I started writing this somewhere over Eastern Europe aboard a Turkish Airlines Airbus 320 bound for Istanbul the third leg of four in a round-trip from Bahrain to Europe and back. I can’t recall ever having traveled Turkish Airlines until two weeks ago when I made the reverse trip from Bahrain to the UK, but had I not been a captive of my round-trip ticket I would probably have switched carriers at Istanbul, never to return to the carrier again, such were the horrors of my first leg.
I find it hard to remember a more dour cabin crew than that which accompanied me from Bahrain to Istanbul. I felt sure their training must have included hours spent in front of mirrors perfecting their scowl. Their general, attitude toward passengers was variably off-hand or aggressive and they seem to have taken their frustrations out on the in-flight fare, which they had managed to suck all the moisture out of before throwing it at us.
What a contrast, therefore, was the second leg of the same journey, where we were greeted by smiles and tended with tasty, well-presented (by airline standard), in-flight catering.
Leg three of the round-trip was even better. New plane, pretty attendants with nice smiles and truly good food and as I lounged in leather-clad comfort I reflected on how my opinion of Turkish Airlines may have differed, had this been my initial experience. The final leg demonstrated how great, well-trained customer-facing personnel can even overcome other deficiencies in your offer. The last of the quartet of Turkish Airlines planes I was to experience was clearly in the twilight of it’s years and it hadn’t been at the front of the maintenance queue either. I found myself hoping this was because they had spent so ling diligently servicing the engines! In the cabin there was only one working toilet, a number of the entertainment centres were faulty and the crew were put to the test by a woman with two juvenile delinquents who were sitting behind me and promised to ruin my flight. However, they didn’t because the cabin crew worked hard to bring the experience back on track. The complete event has underlined to me the importance for any business of achieving consistency and the essential role that internal marketing plays in that.
I have spoken many times in my seminars and writing about the importance of consistency in the success of a brand. Not just consistency between the different facets of your business, but within each one too. Had my third flight been my introduction to Turkish Airlines and what was my first been a subsequent experience I would have been more ready to accept that it may be difficult to get it right every time. As things are I need more reassurance before I accept that Turkish Airline’s good stuff isn’t the fluke! I often quote some statistics I picked up years ago that say it may cost ten times as much to sell for the first time to a customer than to make subsequent sales to the same person, but it will cost a hundred times that to entice a customer back once you have disappointed them. Such is the price of reassurance.
Customers need the reassurance that only consistency will provide and of course while its best for everyone if you are consistently good, with all the implications that has for customer retention, pricing policy and margin; being average all the time is better than lunging from crap to brilliant in a way that makes doing business with you a lottery.
Achieving consistency is about nothing more or less than internal marketing. Identifying your brand, its values and attributes and introducing them to every employee at every level of your business in such a way that they adopt them as their own.
If you have the right people in place they’ll take this and run with it bringing their personal skills and experience to bear and adding value to your brand and therefore your business. There’s no shortcut. Organisations who have chosen instead to apply a dictatorial approach to what they call “training” have consistently failed. As dictators around the world have learned, dictatorship only works if you can preempt every eventuality, which of course you can’t, so you have to adopt a more nurturing approach and allow well-trained and motivated staff to interpret your brand values. In fact, one of the organisations that has achieved most success in this is another airline – SouthWest Airlines, who famously wooed customers with a consistent, if off-the-wall, brand personality through two industry slumps, almost uniquely maintaining profitability throughout.
These days we are all looking for ways to squeeze the highest return from investment and with the price of mainstream media what it is, communicating within your own business looks like a bargain. What is more, most organisations find that the return they get on internal marketing significantly outstrips that of external campaigns.
I’m quite sure that had the cabin crew on my Bahrain to Istanbul flight focused on delivering the Turkish Airlines promise my overall impression of the airline would have been a lot better. As it is, because I was a captive of my round-trip ticket the carrier had the chance to demonstrate what they really could do and I might just be persuaded to book with them again, but probably only if they were cheaper than their competitors. As I said … such is the price of reassurance!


| Task prompt |
Take the line containing "Identify the area occupied by <b>window</b>." and every line after it to the end of the data, and write them out exactly as they appear.
(Beginning of Data supplied)
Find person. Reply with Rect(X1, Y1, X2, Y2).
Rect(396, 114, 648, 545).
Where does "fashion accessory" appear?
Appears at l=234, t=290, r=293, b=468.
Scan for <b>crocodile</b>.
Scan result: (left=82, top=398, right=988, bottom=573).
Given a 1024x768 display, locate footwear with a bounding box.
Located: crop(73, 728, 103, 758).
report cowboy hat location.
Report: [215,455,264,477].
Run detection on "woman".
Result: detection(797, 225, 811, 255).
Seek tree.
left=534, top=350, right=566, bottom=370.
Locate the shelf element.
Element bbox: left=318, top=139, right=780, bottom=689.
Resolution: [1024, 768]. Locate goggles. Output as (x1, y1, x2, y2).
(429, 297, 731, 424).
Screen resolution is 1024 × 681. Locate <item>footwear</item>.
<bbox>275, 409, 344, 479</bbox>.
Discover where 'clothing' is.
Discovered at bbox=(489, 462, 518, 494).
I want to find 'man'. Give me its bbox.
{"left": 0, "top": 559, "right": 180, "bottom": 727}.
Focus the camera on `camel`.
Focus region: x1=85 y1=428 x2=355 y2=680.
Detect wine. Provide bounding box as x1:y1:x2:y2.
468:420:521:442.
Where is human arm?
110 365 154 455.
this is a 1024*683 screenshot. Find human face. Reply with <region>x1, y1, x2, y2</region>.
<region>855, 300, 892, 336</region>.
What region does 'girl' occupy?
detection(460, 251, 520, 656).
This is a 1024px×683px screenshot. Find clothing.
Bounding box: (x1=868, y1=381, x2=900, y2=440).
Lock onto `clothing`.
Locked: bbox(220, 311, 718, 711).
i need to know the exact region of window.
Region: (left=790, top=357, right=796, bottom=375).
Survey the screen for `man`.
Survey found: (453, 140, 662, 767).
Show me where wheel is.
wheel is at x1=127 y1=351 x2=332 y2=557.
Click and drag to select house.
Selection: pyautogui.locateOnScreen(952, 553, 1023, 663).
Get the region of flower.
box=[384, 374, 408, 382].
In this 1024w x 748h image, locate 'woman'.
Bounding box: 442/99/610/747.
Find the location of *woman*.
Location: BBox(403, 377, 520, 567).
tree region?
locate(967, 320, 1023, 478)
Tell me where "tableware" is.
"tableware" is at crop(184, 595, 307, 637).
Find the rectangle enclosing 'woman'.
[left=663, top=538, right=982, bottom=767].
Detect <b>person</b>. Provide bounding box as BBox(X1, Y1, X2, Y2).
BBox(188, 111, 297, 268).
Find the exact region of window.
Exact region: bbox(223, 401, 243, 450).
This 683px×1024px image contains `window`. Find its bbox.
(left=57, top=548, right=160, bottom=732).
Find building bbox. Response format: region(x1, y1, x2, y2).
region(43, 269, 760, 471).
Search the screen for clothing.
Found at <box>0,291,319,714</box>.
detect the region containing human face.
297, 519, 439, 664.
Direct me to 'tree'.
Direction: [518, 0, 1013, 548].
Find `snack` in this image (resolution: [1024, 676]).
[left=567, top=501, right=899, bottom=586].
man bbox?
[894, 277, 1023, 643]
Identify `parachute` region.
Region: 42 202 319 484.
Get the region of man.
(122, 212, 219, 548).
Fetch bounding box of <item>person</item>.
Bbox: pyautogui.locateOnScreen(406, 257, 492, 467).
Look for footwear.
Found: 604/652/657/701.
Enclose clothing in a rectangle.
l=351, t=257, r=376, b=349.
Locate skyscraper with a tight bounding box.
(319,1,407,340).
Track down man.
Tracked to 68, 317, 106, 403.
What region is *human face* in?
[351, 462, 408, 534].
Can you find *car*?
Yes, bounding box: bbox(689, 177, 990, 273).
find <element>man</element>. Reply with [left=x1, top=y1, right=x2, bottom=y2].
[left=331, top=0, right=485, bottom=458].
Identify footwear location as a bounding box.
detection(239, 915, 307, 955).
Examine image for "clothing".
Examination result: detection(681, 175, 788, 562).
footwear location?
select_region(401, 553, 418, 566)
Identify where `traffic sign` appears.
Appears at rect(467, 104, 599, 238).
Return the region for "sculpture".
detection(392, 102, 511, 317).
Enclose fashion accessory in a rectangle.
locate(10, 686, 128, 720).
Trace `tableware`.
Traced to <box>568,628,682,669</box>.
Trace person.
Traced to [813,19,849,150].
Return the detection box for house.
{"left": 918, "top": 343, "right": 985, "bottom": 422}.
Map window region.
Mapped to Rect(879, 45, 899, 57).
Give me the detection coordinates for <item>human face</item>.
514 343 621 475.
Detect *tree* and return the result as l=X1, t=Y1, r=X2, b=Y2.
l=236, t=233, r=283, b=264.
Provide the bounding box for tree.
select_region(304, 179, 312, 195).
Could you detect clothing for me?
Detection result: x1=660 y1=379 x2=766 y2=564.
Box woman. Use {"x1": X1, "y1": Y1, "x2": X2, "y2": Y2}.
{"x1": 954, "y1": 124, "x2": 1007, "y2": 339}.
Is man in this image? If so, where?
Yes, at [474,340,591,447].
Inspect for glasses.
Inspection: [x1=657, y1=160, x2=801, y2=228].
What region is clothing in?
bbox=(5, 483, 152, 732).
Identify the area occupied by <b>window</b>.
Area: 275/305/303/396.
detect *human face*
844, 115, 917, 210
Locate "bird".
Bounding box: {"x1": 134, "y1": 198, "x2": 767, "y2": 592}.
(End of Data supplied)
| Written solution |
Identify the area occupied by <b>window</b>.
Area: 275/305/303/396.
detect *human face*
844, 115, 917, 210
Locate "bird".
Bounding box: {"x1": 134, "y1": 198, "x2": 767, "y2": 592}.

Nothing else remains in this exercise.